“They heard me singing and they told me to stop
Quit these pretentious things and just punch the clock.”
Arcade Fire
Though Arcade Fire’s album The Suburbs wasn’t released until well after my high school joy riding days, today this song suddenly drops me back into the driver’s seat of my ‘87 Nissan Maxima: windows down, stereo up, hair flying wild while singing lyrics to a song that resonates deep in my bones as I navigate the twists and turns of Asheville’s country roads.
Today as I sing these lyrics, committed to the song, to the wind, and to the smile starting to curl up on one side of my mouth like it did all those years ago, I join the lyricist in her noble fight for freedom instead of succumbing to the pressure of monotony.
As the song drifts forward, another line causes a snag in the recesses of my brain:
“Dead shopping malls rise like mountains beyond mountains
And there’s no end in sight
I need the darkness, someone please cut the lights”
This imagery is not lost on me, and neither is the lament to break the rut of tediousness and isolation created by technology and concrete empires, thus crowding out natural beauty.
While I’m grateful for the convenience and comforts of modern technology, a longing lingers inside of me for two things: genuine relationships and the raw, restorative beauty of nature.
This makes sense because I’m God-wired to be in relationship and delight in His creation. And I can’t think of anything else that has the potential to disrupt these two ideals more than modernity.
Artificial lights cloud our eyes from being awed by a divinely exquisite night sky
Playlists drown our ears us from enjoying the revelry of birdsong or rushing of falls
Restaurants rob our appreciation of the miracle of seed in earth
Concrete blocks bury blades of grass under our feet and soft petals at our fingertips
Palmed devices create expanses between the people sitting shoulder to shoulder
Today, this song reminds me that though these things are a welcomed part of my life, I want to create and lean into more moments of what matters most: the flesh and blood by my side, the beauty of God’s creation and the lifesong welling up inside of me waiting to burst forth from my lips. If the current speed and specs of western culture is considered “normal,” then I’ll gladly don the label of “peculiar.” I think a worn out and weary world could use more of us!
If today you’re feeling like a cracked cog in the wheel of society, I invite you to take your own joyride – windows down, “The Sprawl (Mountain Beyond Mountains)” cranked, and a prayer in your heart asking for God’s help to slow down so you can relish the hard-fought gift of presence and the wonder of His extraordinary creativity woven throughout creation.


__WHAT THE TASK REQUIRES__: All records below are to be duplicated exactly, with every picture excluded.
── RECORDED INFORMATION ──
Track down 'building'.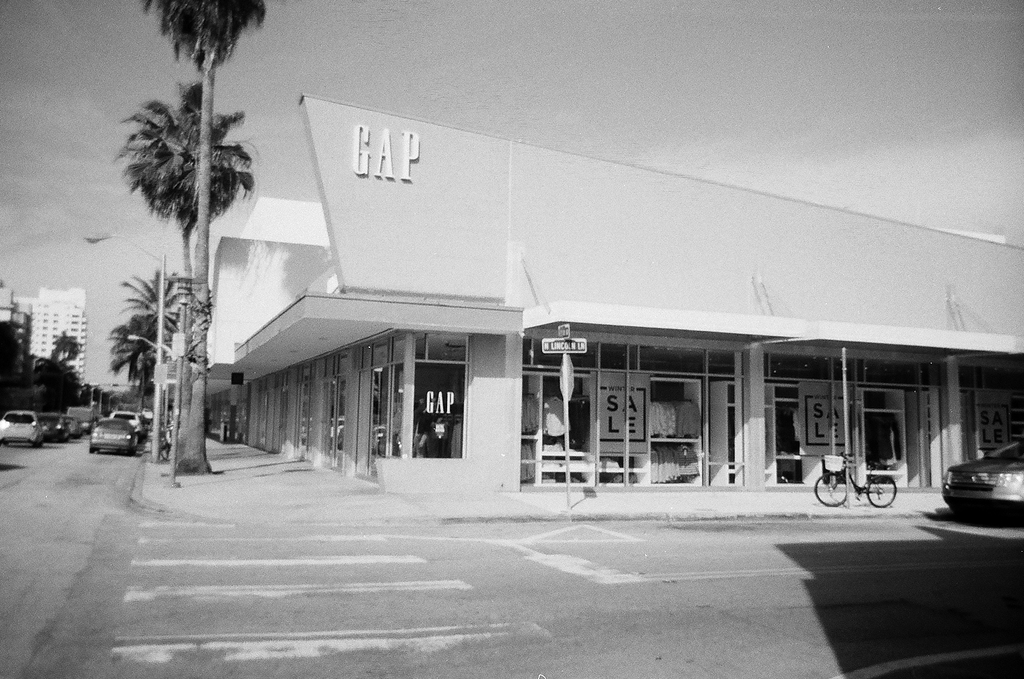
Tracked to (13, 290, 86, 383).
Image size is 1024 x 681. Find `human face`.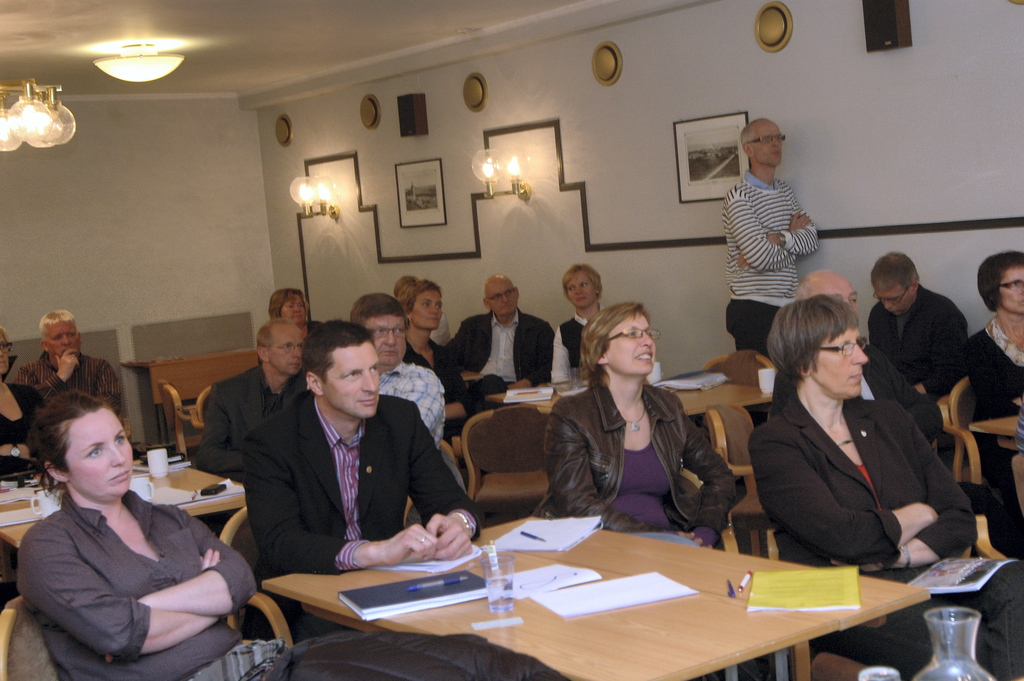
809 324 865 402.
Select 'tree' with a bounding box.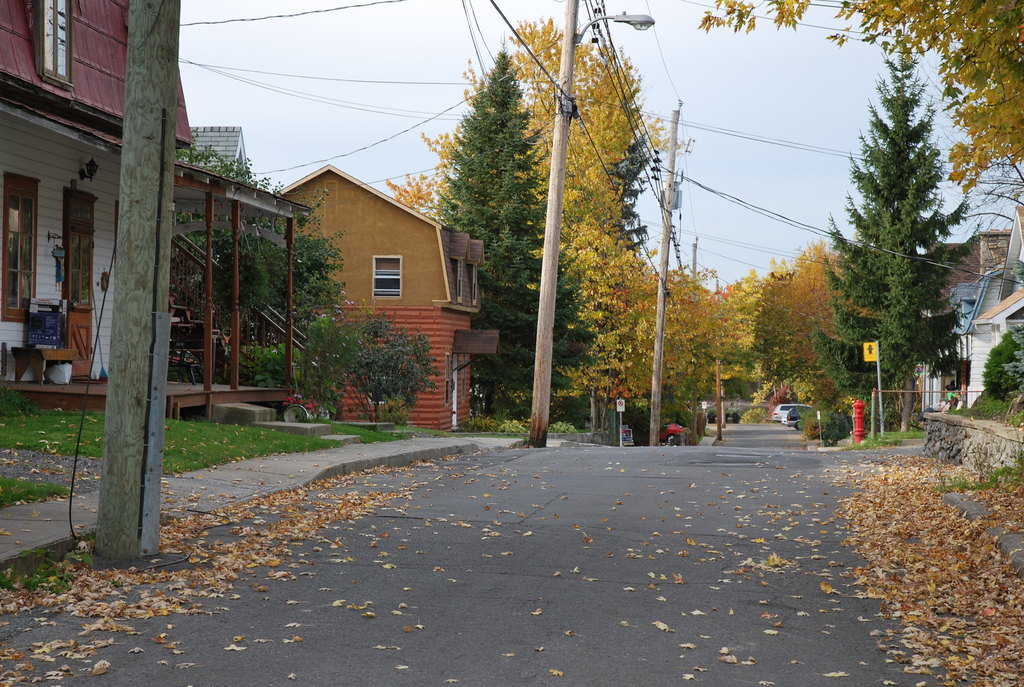
[690, 1, 1023, 209].
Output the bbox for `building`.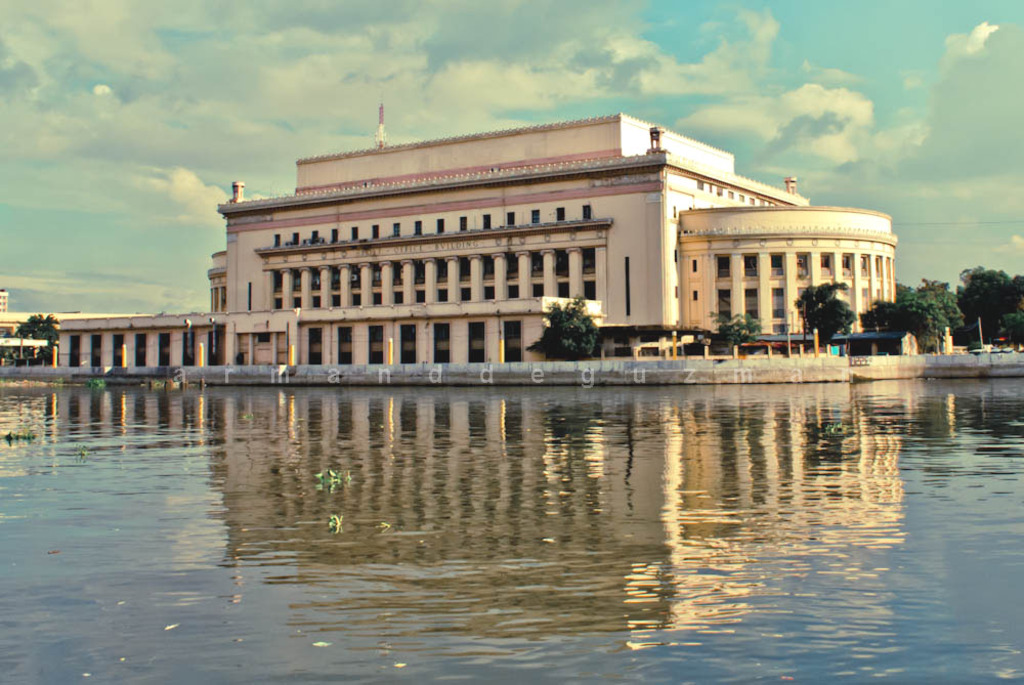
56, 104, 901, 368.
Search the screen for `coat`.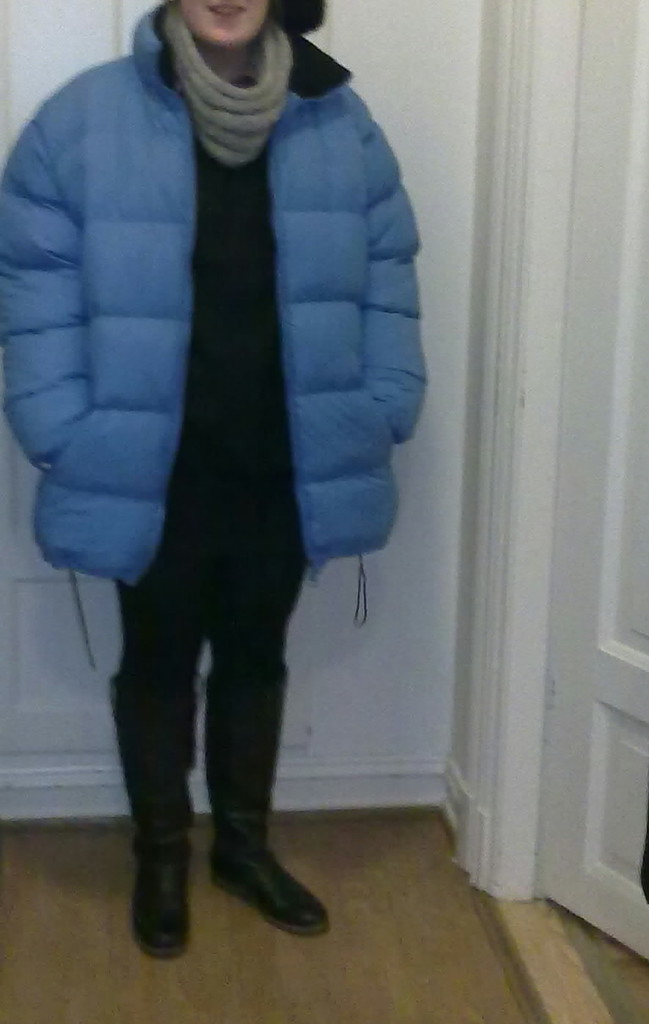
Found at BBox(0, 1, 425, 667).
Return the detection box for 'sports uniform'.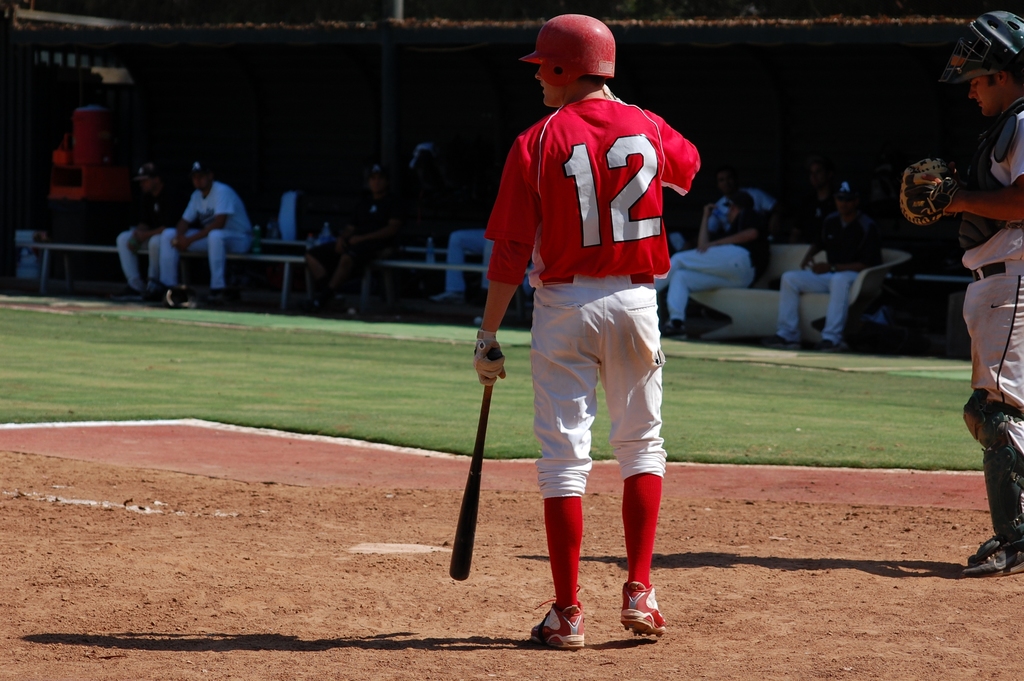
BBox(153, 174, 258, 290).
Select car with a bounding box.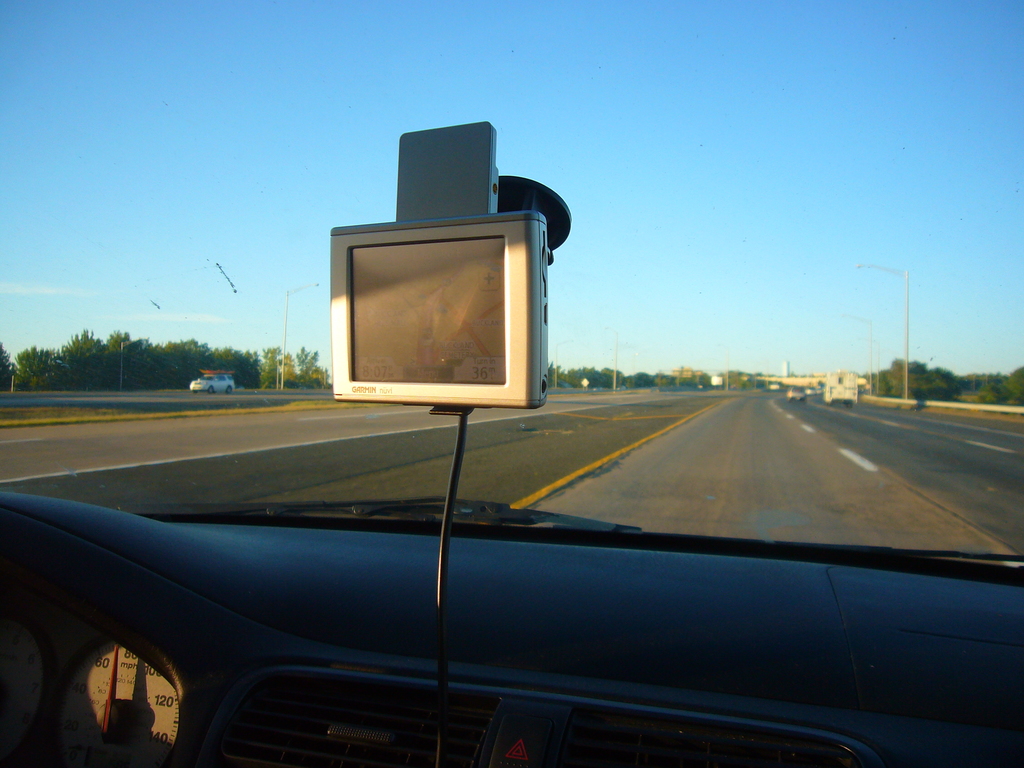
───
__ANSWER SECTION__:
Track down 'building'.
Tracked to (13, 290, 86, 383).
Image size is 1024 x 681. Find `human face`.
809 324 865 402.
Select 'tree' with a bounding box.
[690, 1, 1023, 209].
Output the bbox for `building`.
56, 104, 901, 368.
Search the screen for `coat`.
Found at BBox(0, 1, 425, 667).
Return the detection box for 'sports uniform'.
BBox(153, 174, 258, 290).
Select car with a bounding box.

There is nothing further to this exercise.